Thursday, December 25, 2025

Pakistan’s refineries accuse OGRA of tilting market toward imports, undermining local fuel production

Major refineries report lack of clarity in Product Review Meeting, making it increasingly difficult to plan HSD production, manage inventories, and schedule dispatches, especially during periods of downward pricing trends; demand clear regulatory directions on diesel upliftment

ISLAMABAD: Pakistan’s leading refineries have raised serious concerns that regulatory indecision and import-friendly practices by the Oil and Gas Regulatory Authority (OGRA) are discouraging local production and disrupting the country’s fuel supply chain.

In a joint communication addressed to the Chairman of OGRA following the Product Review Meeting (PRM) held on December 22, 2025, major refineries warned that the regulator’s failure to provide clear directions, particularly on high-speed diesel (HSD) upliftment, is creating uncertainty and directly impairing refinery operations.

The letter, signed jointly by the chief executives of Attock Refinery Limited, Cnergyico PK Limited, National Refinery Limited, and Pakistan Refinery Limited, was also copied to the Federal Minister for Energy (Petroleum Division), the Secretary of Petroleum, and the DG Oil, highlighting the serious concerns raised by the country’s refining sector.

According to the refineries, the PRM ended abruptly without conclusive outcomes, leaving diesel sales arrangements for the current and upcoming months unresolved. This lack of clarity, they said, has made it increasingly difficult for local refineries to plan production, manage inventories, and schedule dispatches, especially during periods of downward pricing trends.

The refineries cautioned that continued ambiguity in upliftment mechanisms is structurally disadvantaging local producers, while imported products continue to enter the market. They argued that when refinery supply obligations are rigidly enforced during downward pricing cycles, the regulatory framework must operate symmetrically during upward trends as well. Failure to do so, they warned, results in policy asymmetry that distorts market outcomes.

A major concern highlighted in the letter relates to jet fuel imports being commingled with HSD cargoes, even in situations where there is no actual requirement for diesel imports due to a domestic glut. The refineries stressed that jet fuel is a distinct product with a niche market and should be imported separately based on its own demand and supply dynamics.

They warned that linking jet fuel imports with HSD cargoes under current market conditions intensifies inventory pressures, worsens upliftment constraints, and further weakens local production planning, without serving any genuine supply requirement.

The refineries also flagged a growing distortion in jet fuel pricing, noting that domestic jet fuel prices are significantly lower when imports are not made. This divergence, they said, is damaging refinery economics, rendering Jet A-1 production unviable at a time when refineries are already incurring heavy losses on furnace oil exports.

To address these challenges, the refineries urged OGRA to issue clear regulatory directions on HSD upliftment, discontinue the commingling of jet fuel with diesel imports where no HSD imports are required, and align jet fuel pricing with international benchmarks and import parity pricing. They also proposed a weekly pricing mechanism to reduce lags, reflect global price movements more accurately, and support efficient supply planning across the downstream sector.

Despite repeated meetings and extensive correspondence, the refineries expressed regret that no meaningful progress has been made, warning that continued inaction risks undermining local refining capacity and incentivising greater reliance on imports.

Ahmad Ahmadani
Ahmad Ahmadani
The author is a an investigative journalist at Profit. He can be reached at [email protected].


> **TASK OBJECTIVE**
Please transcribe the records precisely; pictures stay out of your copy.

[Stored records]
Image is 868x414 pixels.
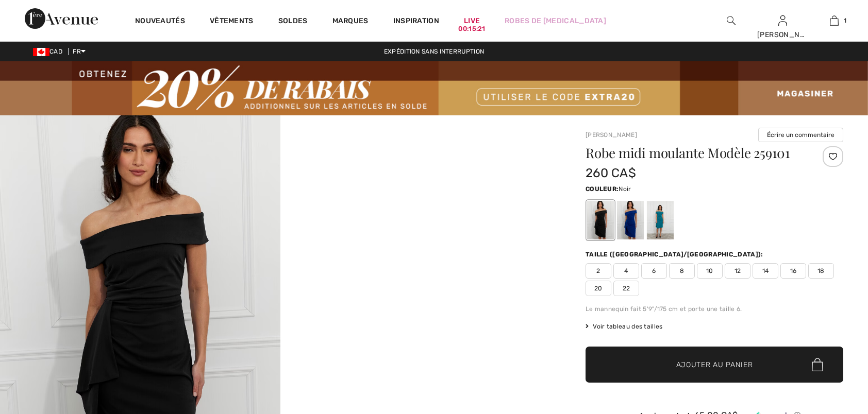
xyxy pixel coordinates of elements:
[587,201,614,239] div: Noir
[33,48,49,56] img: Canadian Dollar
[613,263,639,279] span: 4
[278,17,307,27] a: Soldes
[778,15,787,25] a: Se connecter
[586,304,843,314] div: Le mannequin fait 5'9"/175 cm et porte une taille 6.
[586,132,637,139] a: [PERSON_NAME]
[586,166,636,180] span: 260 CA$
[811,359,823,372] img: Bag.svg
[332,17,369,27] a: Marques
[586,250,766,259] div: Taille ([GEOGRAPHIC_DATA]/[GEOGRAPHIC_DATA]):
[641,263,667,279] span: 6
[464,15,480,26] a: Live00:15:21
[808,14,859,27] a: 1
[613,281,639,296] span: 22
[586,185,618,193] span: Couleur:
[669,263,695,279] span: 8
[808,263,834,279] span: 18
[393,17,439,27] span: Inspiration
[647,201,674,239] div: Teal
[752,263,778,279] span: 14
[73,48,86,55] span: FR
[618,185,631,193] span: Noir
[757,29,808,40] div: [PERSON_NAME]
[802,337,857,363] iframe: Ouvre un widget dans lequel vous pouvez chatter avec l’un de nos agents
[697,263,723,279] span: 10
[676,360,753,371] span: Ajouter au panier
[586,347,843,383] button: Ajouter au panier
[830,14,838,27] img: Mon panier
[586,147,800,160] h1: Robe midi moulante Modèle 259101
[844,16,846,25] span: 1
[586,263,611,279] span: 2
[458,24,485,34] div: 00:15:21
[724,263,751,279] span: 12
[135,17,185,27] a: Nouveautés
[758,128,843,142] button: Écrire un commentaire
[778,14,787,27] img: Mes infos
[505,15,606,26] a: Robes de [MEDICAL_DATA]
[586,281,611,296] span: 20
[727,14,735,27] img: recherche
[586,322,662,331] span: Voir tableau des tailles
[617,201,643,239] div: Royal
[210,17,254,27] a: Vêtements
[25,8,98,29] img: 1ère Avenue
[780,263,806,279] span: 16
[33,48,67,55] span: CAD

> **ANSWER TO THIS EXERCISE**
Image is 868x414 pixels.
xyxy pixel coordinates of elements:
[587,201,614,239] div: Noir
[33,48,49,56] img: Canadian Dollar
[613,263,639,279] span: 4
[278,17,307,27] a: Soldes
[778,15,787,25] a: Se connecter
[586,304,843,314] div: Le mannequin fait 5'9"/175 cm et porte une taille 6.
[586,132,637,139] a: [PERSON_NAME]
[586,166,636,180] span: 260 CA$
[811,359,823,372] img: Bag.svg
[332,17,369,27] a: Marques
[586,250,766,259] div: Taille ([GEOGRAPHIC_DATA]/[GEOGRAPHIC_DATA]):
[641,263,667,279] span: 6
[464,15,480,26] a: Live00:15:21
[808,14,859,27] a: 1
[613,281,639,296] span: 22
[586,185,618,193] span: Couleur:
[669,263,695,279] span: 8
[808,263,834,279] span: 18
[393,17,439,27] span: Inspiration
[647,201,674,239] div: Teal
[752,263,778,279] span: 14
[73,48,86,55] span: FR
[618,185,631,193] span: Noir
[757,29,808,40] div: [PERSON_NAME]
[802,337,857,363] iframe: Ouvre un widget dans lequel vous pouvez chatter avec l’un de nos agents
[697,263,723,279] span: 10
[676,360,753,371] span: Ajouter au panier
[586,347,843,383] button: Ajouter au panier
[830,14,838,27] img: Mon panier
[586,147,800,160] h1: Robe midi moulante Modèle 259101
[844,16,846,25] span: 1
[586,263,611,279] span: 2
[458,24,485,34] div: 00:15:21
[724,263,751,279] span: 12
[135,17,185,27] a: Nouveautés
[758,128,843,142] button: Écrire un commentaire
[778,14,787,27] img: Mes infos
[505,15,606,26] a: Robes de [MEDICAL_DATA]
[586,281,611,296] span: 20
[727,14,735,27] img: recherche
[586,322,662,331] span: Voir tableau des tailles
[617,201,643,239] div: Royal
[210,17,254,27] a: Vêtements
[25,8,98,29] img: 1ère Avenue
[780,263,806,279] span: 16
[33,48,67,55] span: CAD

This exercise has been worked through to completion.